K Clough edited this page Jul 31, 2023 · 9 revisions

Go to one of the subdirectories of the Example folders, for example, BinaryBH and type:

make all

Assuming this compiles with no errors, an executable will have been produced with a name which depends on your compiler options but will look something like:

GRChombo_BinaryBH3d.Linux.64.mpiicpc.ifort.DEBUG.OPT.MPI.OPENMPCC.ex

Normally you will not want to output the resulting hdf5 files to your home directory (where you would normally store the code), so you should amend the following lines in the params.txt file to give the (full, not relative) path to your scratch directory, where large temporary output files are stored, e.g.

chk_prefix = /scratch/myname/BinaryBHchk_
plt_prefix = /scratch/myname/BinaryBHplt_

The executable can be run in parallel (e.g. on 4 processors) using a command like

mpirun -np 4 ./GRChombo_BinaryBH3d.Linux.64.mpiicpc.ifort.DEBUG.OPT.MPI.OPENMPCC.ex params.txt

However, usually on a cluster you are required to submit a batch job, so that the simulation is queued and run on the compute nodes. So you would write a jobscript and submit that to the queue. There should be examples for MPI and hybrid OpenMP/MPI jobs in your cluster documentation. Note that you may also need to reload the module files within the jobscript, depending on how your cluster works. Some examples for systems we use can be found here. The number of cores you need will depend on the job and the memory per core on your cluster. If you run out of memory, you may want to switch to using several OpenMP threads per task, rather than running a pure MPI job. You submit the job with a command which depends on the scheduler, again for example:

sbatch jobscript.txt

This should produce a lot of hdf5 files, which you can then view to check what has been simulated (see Visualising outputs).

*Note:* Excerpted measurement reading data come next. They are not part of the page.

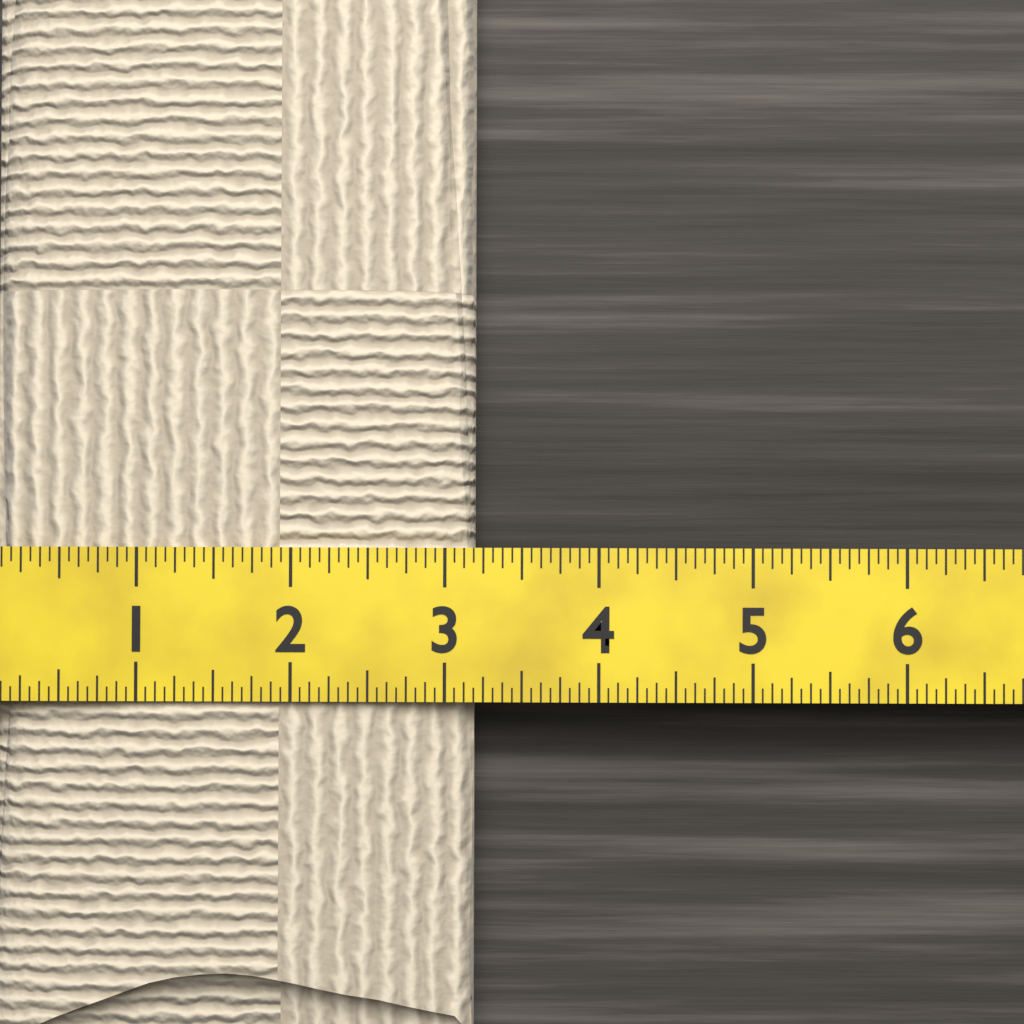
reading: 3.1875 (no unit)
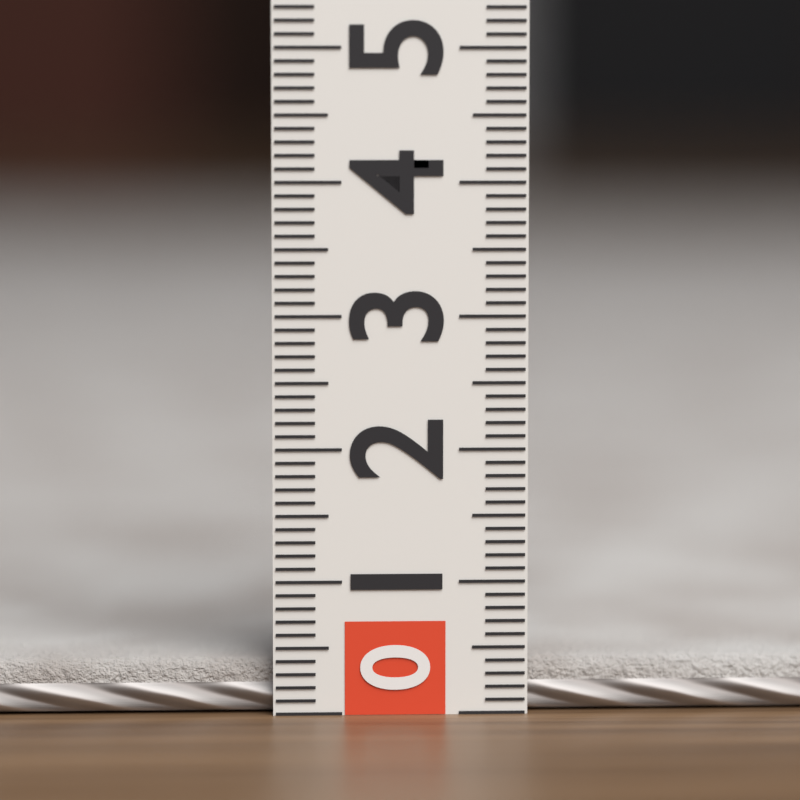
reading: 0.4 (no unit)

Note that your job will output files like pout.0 for each processor. Looking at these files during the run allows you to see how fast it is going. More output can be produced by setting

verbose = 1

in the params.txt file. These files will also tell you how many boxes are being processed by each processor - for good load balancing and to avoid using more processors than you need, ideally all the processors should have one (or several) boxes each, and there should be at least one per processor.

Note that Chombo does not adjust the box sizes automatically based on the number of processes you choose so you almost certainly need to adjust them for your specific application and job configuration to avoid wasting resources and/or achieve good speeds.

More information on load balancing is given in the section on performance optimisation. This is highly recommended reading.

For a more specific example of setting up a run and the outputs, see Running the BinaryBH example.